*** Opening of Records provided ***

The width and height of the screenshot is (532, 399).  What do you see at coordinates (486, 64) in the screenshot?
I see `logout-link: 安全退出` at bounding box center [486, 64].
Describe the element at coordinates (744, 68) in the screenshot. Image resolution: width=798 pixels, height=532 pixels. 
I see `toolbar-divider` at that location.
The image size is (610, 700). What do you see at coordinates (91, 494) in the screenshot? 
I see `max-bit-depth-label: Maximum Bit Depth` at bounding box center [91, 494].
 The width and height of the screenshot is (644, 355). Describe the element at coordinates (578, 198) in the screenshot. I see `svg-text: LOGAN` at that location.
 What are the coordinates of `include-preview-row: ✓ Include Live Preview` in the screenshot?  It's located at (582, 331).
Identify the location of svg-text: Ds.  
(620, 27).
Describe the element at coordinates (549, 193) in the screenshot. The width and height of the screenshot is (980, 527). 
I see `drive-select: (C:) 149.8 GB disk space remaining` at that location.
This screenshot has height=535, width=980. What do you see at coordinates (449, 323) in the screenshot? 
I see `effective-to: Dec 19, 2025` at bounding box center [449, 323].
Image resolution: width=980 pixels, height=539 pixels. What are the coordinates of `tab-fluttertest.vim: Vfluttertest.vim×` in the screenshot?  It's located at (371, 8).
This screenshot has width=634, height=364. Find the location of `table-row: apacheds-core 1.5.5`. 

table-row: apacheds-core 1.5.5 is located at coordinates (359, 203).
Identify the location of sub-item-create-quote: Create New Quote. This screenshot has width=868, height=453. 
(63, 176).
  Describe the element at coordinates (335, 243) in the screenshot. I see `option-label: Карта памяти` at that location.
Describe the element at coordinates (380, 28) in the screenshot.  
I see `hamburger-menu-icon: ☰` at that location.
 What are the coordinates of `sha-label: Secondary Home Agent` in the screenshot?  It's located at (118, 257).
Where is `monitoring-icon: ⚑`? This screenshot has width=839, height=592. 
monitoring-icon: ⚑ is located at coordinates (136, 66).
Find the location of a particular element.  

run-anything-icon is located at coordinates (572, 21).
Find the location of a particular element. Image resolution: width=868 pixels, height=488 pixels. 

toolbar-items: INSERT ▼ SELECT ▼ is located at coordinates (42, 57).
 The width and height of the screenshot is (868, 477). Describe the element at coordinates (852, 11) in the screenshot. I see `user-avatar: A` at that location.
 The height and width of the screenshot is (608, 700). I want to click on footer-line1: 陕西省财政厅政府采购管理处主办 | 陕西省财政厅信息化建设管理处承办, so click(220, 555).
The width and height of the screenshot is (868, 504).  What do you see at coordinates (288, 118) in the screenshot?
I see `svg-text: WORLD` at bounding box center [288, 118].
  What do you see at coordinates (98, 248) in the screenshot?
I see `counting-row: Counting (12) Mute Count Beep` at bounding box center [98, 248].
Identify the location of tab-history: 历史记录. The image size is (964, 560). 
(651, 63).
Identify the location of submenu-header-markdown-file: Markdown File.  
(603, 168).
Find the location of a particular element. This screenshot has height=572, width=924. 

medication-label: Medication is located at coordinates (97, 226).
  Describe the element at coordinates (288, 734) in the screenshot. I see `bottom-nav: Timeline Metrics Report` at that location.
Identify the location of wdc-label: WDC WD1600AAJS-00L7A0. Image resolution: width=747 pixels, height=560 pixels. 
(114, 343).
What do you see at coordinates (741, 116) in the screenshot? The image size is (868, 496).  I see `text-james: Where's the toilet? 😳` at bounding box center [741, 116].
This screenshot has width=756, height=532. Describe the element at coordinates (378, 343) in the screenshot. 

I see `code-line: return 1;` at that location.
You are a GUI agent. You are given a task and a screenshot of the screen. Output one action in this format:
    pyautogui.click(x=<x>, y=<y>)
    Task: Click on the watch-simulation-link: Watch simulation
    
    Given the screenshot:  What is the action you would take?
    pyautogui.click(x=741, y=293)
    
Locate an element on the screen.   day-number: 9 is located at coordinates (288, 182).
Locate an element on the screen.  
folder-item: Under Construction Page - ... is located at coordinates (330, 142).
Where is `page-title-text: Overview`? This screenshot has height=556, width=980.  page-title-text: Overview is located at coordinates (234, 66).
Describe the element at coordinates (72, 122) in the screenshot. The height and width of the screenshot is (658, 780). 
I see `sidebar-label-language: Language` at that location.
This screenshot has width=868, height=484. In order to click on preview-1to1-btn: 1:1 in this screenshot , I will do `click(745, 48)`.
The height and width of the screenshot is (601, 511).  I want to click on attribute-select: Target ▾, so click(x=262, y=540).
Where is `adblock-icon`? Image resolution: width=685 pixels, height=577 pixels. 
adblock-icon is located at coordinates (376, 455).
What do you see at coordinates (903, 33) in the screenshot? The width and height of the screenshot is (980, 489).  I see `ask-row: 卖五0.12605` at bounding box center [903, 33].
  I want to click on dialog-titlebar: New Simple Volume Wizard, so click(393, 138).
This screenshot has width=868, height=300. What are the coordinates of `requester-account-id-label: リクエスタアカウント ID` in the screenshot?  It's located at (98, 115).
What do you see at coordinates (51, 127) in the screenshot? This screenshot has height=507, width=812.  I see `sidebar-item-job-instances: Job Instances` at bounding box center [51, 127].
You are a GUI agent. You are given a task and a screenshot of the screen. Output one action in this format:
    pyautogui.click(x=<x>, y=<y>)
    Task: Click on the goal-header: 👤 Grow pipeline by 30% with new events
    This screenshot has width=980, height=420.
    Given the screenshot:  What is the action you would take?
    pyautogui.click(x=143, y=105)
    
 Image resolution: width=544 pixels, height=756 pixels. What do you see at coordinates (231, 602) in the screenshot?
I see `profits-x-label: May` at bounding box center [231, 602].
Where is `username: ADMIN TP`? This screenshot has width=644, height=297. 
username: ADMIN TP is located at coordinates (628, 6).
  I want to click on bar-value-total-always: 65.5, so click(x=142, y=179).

*** Close of Records provided ***

Task requirements =>
A word-for-word copy of the data above is the goal, so set it all down again.

Solution =>
The width and height of the screenshot is (532, 399).  What do you see at coordinates (486, 64) in the screenshot?
I see `logout-link: 安全退出` at bounding box center [486, 64].
Describe the element at coordinates (744, 68) in the screenshot. Image resolution: width=798 pixels, height=532 pixels. 
I see `toolbar-divider` at that location.
The image size is (610, 700). What do you see at coordinates (91, 494) in the screenshot? 
I see `max-bit-depth-label: Maximum Bit Depth` at bounding box center [91, 494].
 The width and height of the screenshot is (644, 355). Describe the element at coordinates (578, 198) in the screenshot. I see `svg-text: LOGAN` at that location.
 What are the coordinates of `include-preview-row: ✓ Include Live Preview` in the screenshot?  It's located at (582, 331).
Identify the location of svg-text: Ds.  
(620, 27).
Describe the element at coordinates (549, 193) in the screenshot. The width and height of the screenshot is (980, 527). 
I see `drive-select: (C:) 149.8 GB disk space remaining` at that location.
This screenshot has height=535, width=980. What do you see at coordinates (449, 323) in the screenshot? 
I see `effective-to: Dec 19, 2025` at bounding box center [449, 323].
Image resolution: width=980 pixels, height=539 pixels. What are the coordinates of `tab-fluttertest.vim: Vfluttertest.vim×` in the screenshot?  It's located at (371, 8).
This screenshot has width=634, height=364. Find the location of `table-row: apacheds-core 1.5.5`. 

table-row: apacheds-core 1.5.5 is located at coordinates (359, 203).
Identify the location of sub-item-create-quote: Create New Quote. This screenshot has width=868, height=453. 
(63, 176).
  Describe the element at coordinates (335, 243) in the screenshot. I see `option-label: Карта памяти` at that location.
Describe the element at coordinates (380, 28) in the screenshot.  
I see `hamburger-menu-icon: ☰` at that location.
 What are the coordinates of `sha-label: Secondary Home Agent` in the screenshot?  It's located at (118, 257).
Where is `monitoring-icon: ⚑`? This screenshot has width=839, height=592. 
monitoring-icon: ⚑ is located at coordinates (136, 66).
Find the location of a particular element.  

run-anything-icon is located at coordinates (572, 21).
Find the location of a particular element. Image resolution: width=868 pixels, height=488 pixels. 

toolbar-items: INSERT ▼ SELECT ▼ is located at coordinates (42, 57).
 The width and height of the screenshot is (868, 477). Describe the element at coordinates (852, 11) in the screenshot. I see `user-avatar: A` at that location.
 The height and width of the screenshot is (608, 700). I want to click on footer-line1: 陕西省财政厅政府采购管理处主办 | 陕西省财政厅信息化建设管理处承办, so click(220, 555).
The width and height of the screenshot is (868, 504).  What do you see at coordinates (288, 118) in the screenshot?
I see `svg-text: WORLD` at bounding box center [288, 118].
  What do you see at coordinates (98, 248) in the screenshot?
I see `counting-row: Counting (12) Mute Count Beep` at bounding box center [98, 248].
Identify the location of tab-history: 历史记录. The image size is (964, 560). 
(651, 63).
Identify the location of submenu-header-markdown-file: Markdown File.  
(603, 168).
Find the location of a particular element. This screenshot has height=572, width=924. 

medication-label: Medication is located at coordinates (97, 226).
  Describe the element at coordinates (288, 734) in the screenshot. I see `bottom-nav: Timeline Metrics Report` at that location.
Identify the location of wdc-label: WDC WD1600AAJS-00L7A0. Image resolution: width=747 pixels, height=560 pixels. 
(114, 343).
What do you see at coordinates (741, 116) in the screenshot? The image size is (868, 496).  I see `text-james: Where's the toilet? 😳` at bounding box center [741, 116].
This screenshot has width=756, height=532. Describe the element at coordinates (378, 343) in the screenshot. 

I see `code-line: return 1;` at that location.
You are a GUI agent. You are given a task and a screenshot of the screen. Output one action in this format:
    pyautogui.click(x=<x>, y=<y>)
    Task: Click on the watch-simulation-link: Watch simulation
    
    Given the screenshot:  What is the action you would take?
    pyautogui.click(x=741, y=293)
    
Locate an element on the screen.   day-number: 9 is located at coordinates (288, 182).
Locate an element on the screen.  
folder-item: Under Construction Page - ... is located at coordinates (330, 142).
Where is `page-title-text: Overview`? This screenshot has height=556, width=980.  page-title-text: Overview is located at coordinates (234, 66).
Describe the element at coordinates (72, 122) in the screenshot. The height and width of the screenshot is (658, 780). 
I see `sidebar-label-language: Language` at that location.
This screenshot has width=868, height=484. In order to click on preview-1to1-btn: 1:1 in this screenshot , I will do `click(745, 48)`.
The height and width of the screenshot is (601, 511).  I want to click on attribute-select: Target ▾, so click(x=262, y=540).
Where is `adblock-icon`? Image resolution: width=685 pixels, height=577 pixels. 
adblock-icon is located at coordinates (376, 455).
What do you see at coordinates (903, 33) in the screenshot? The width and height of the screenshot is (980, 489).  I see `ask-row: 卖五0.12605` at bounding box center [903, 33].
  I want to click on dialog-titlebar: New Simple Volume Wizard, so click(393, 138).
This screenshot has width=868, height=300. What are the coordinates of `requester-account-id-label: リクエスタアカウント ID` in the screenshot?  It's located at (98, 115).
What do you see at coordinates (51, 127) in the screenshot? This screenshot has height=507, width=812.  I see `sidebar-item-job-instances: Job Instances` at bounding box center [51, 127].
You are a GUI agent. You are given a task and a screenshot of the screen. Output one action in this format:
    pyautogui.click(x=<x>, y=<y>)
    Task: Click on the goal-header: 👤 Grow pipeline by 30% with new events
    This screenshot has width=980, height=420.
    Given the screenshot:  What is the action you would take?
    pyautogui.click(x=143, y=105)
    
 Image resolution: width=544 pixels, height=756 pixels. What do you see at coordinates (231, 602) in the screenshot?
I see `profits-x-label: May` at bounding box center [231, 602].
Where is `username: ADMIN TP`? This screenshot has width=644, height=297. 
username: ADMIN TP is located at coordinates (628, 6).
  I want to click on bar-value-total-always: 65.5, so click(x=142, y=179).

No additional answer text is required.